Description
Brookside's burgundy-and-blue-striped awnings represent both a quaint corner of Kansas City where you can tread the creaky wooden floors of the Dime Store and a pragmatic philosophy that changed the way America planned its cities. Renowned developer J.C. Nichols's "plan for permanence" was built on his conviction that if a community could offer its residents everything they would want and need, build to high standards and plan for future growth, the community would last. The Brookside shopping district has been giving the community everything it could want and need since 1919, helping it weather economic turbulence, natural disasters and dramatic changes.
About the Author
Morton, Ladene: - For the last thirty years, LaDene Morton has lived and worked in the Brookside area, including ten years as a tenant in Brookside and later serving as project manager to the Brookside Community Improvement District. For those same thirty years, she has worked in the field of community development research and analysis and spent her career studying how communities like Brookside work. In addition, her historical novel, What Lies West, was a 2010 finalist for the WILLA Literary Award, presented by the writers association Women Writing the West.
About the Author
Morton, Ladene: - For the last thirty years, LaDene Morton has lived and worked in the Brookside area, including ten years as a tenant in Brookside and later serving as project manager to the Brookside Community Improvement District. For those same thirty years, she has worked in the field of community development research and analysis and spent her career studying how communities like Brookside work. In addition, her historical novel, What Lies West, was a 2010 finalist for the WILLA Literary Award, presented by the writers association Women Writing the West.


▶ _REQUIRED ACTION_
Retype the opening lines of the data exactly, stopping after the line that contains "Task: Click on the span: $mtm". Skip every picture.

RECORDS FOR THE TASK below:

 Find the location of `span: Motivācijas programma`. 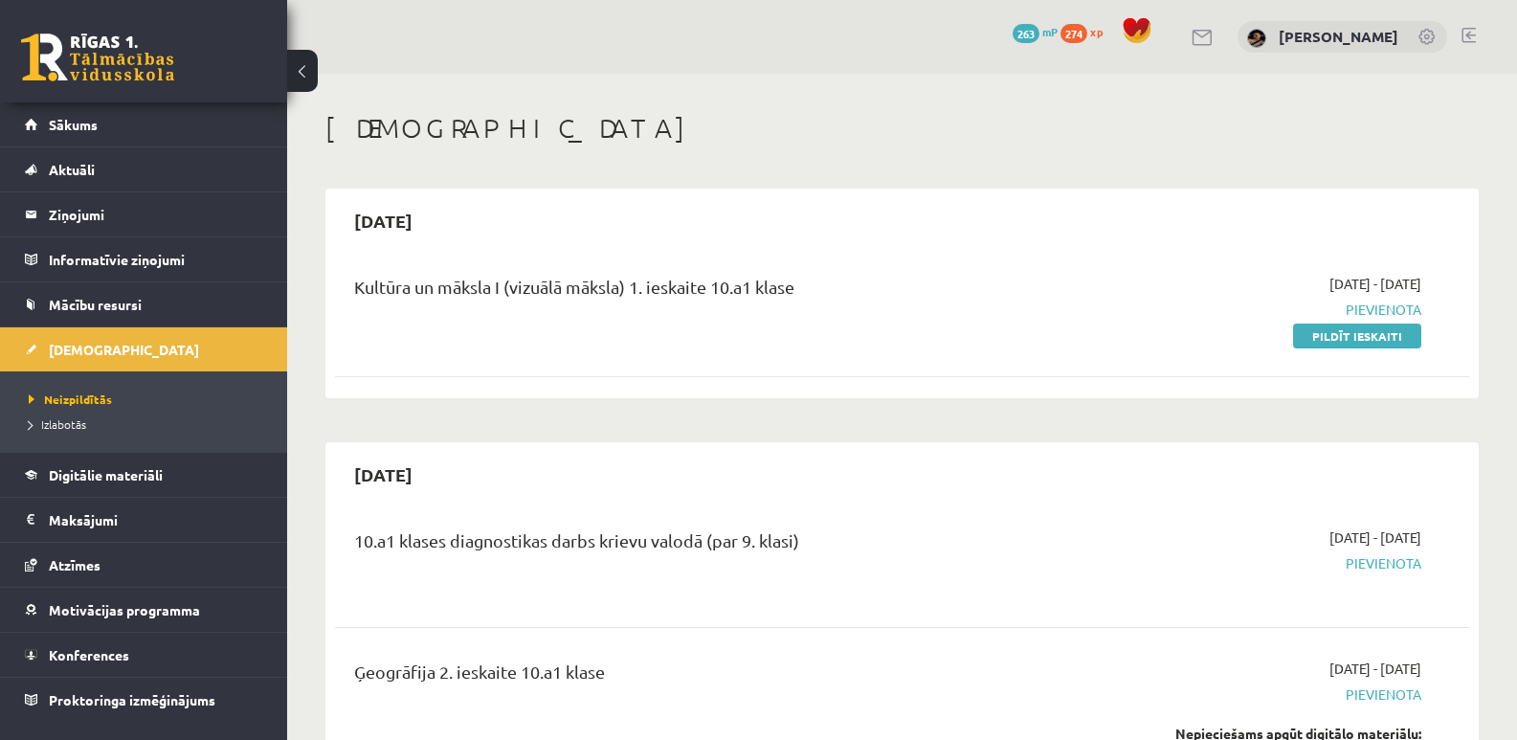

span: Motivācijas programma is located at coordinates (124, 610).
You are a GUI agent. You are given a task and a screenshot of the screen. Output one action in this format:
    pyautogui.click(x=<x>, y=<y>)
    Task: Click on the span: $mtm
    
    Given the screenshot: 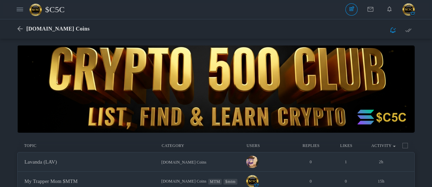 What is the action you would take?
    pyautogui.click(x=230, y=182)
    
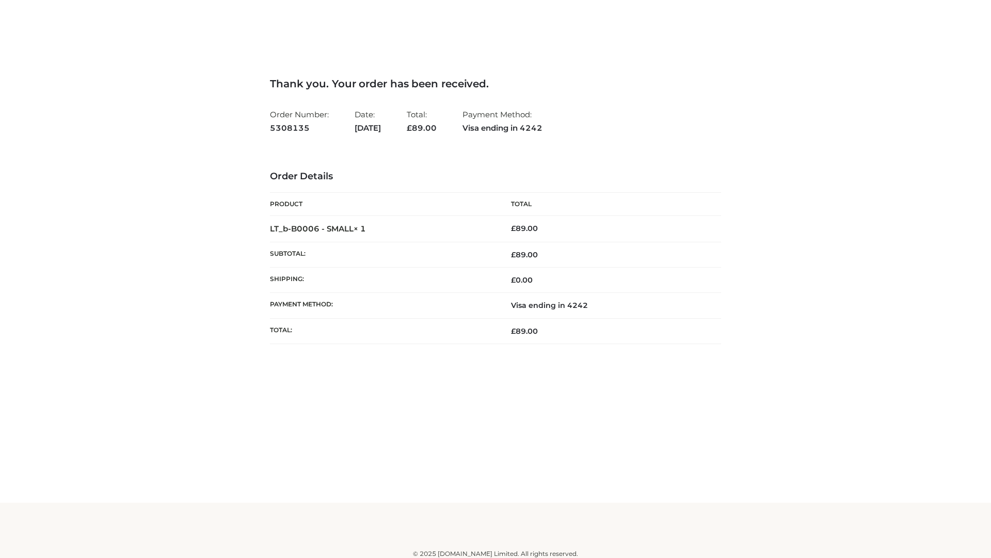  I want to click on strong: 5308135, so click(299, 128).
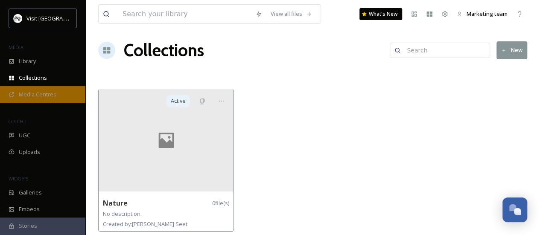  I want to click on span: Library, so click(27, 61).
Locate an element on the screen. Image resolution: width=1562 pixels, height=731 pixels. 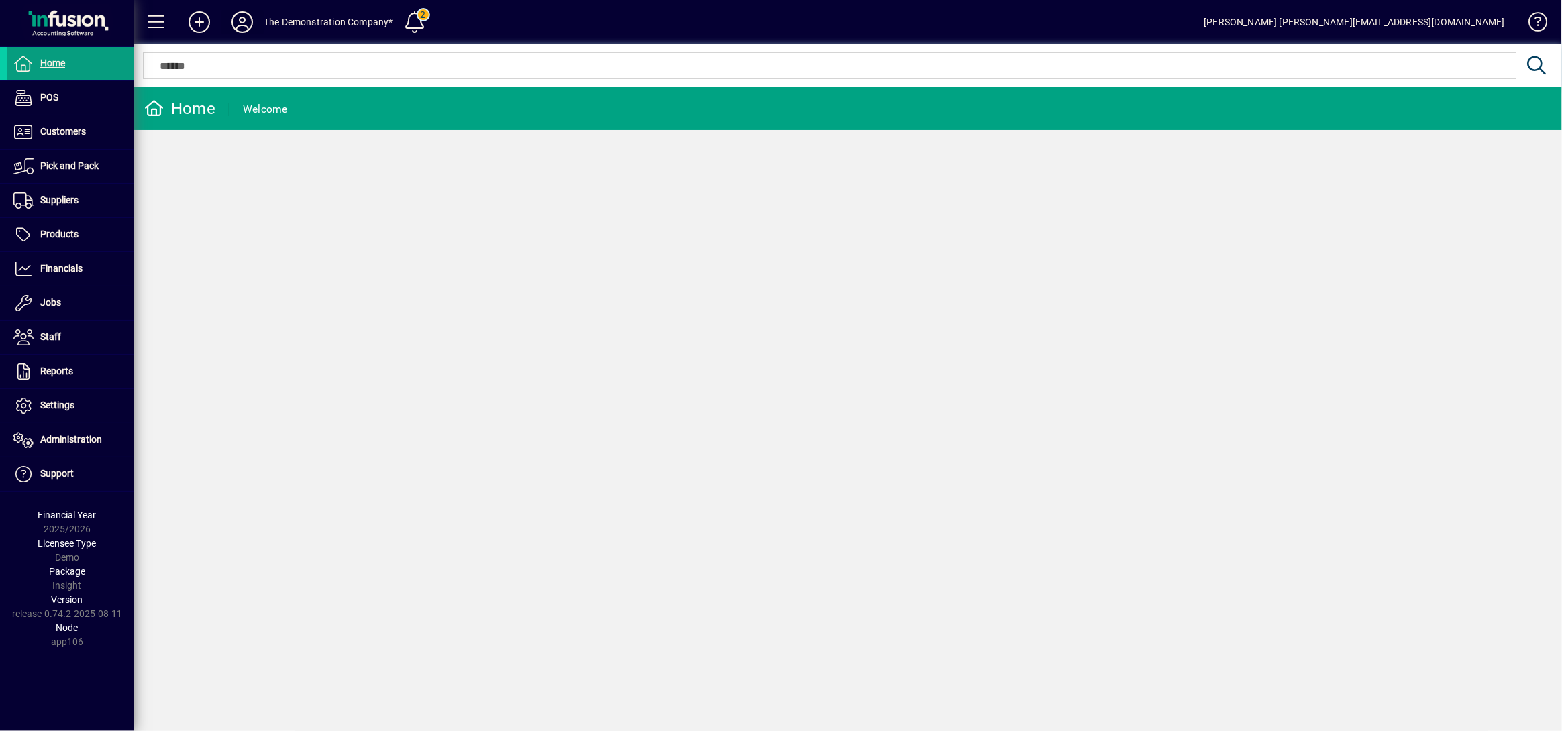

End of RECORDS FOR THE TASK.

▶ _RESULT OF THE EXERCISE_
 Find the location of `span: Motivācijas programma`. 

span: Motivācijas programma is located at coordinates (124, 610).
You are a GUI agent. You are given a task and a screenshot of the screen. Output one action in this format:
    pyautogui.click(x=<x>, y=<y>)
    Task: Click on the span: $mtm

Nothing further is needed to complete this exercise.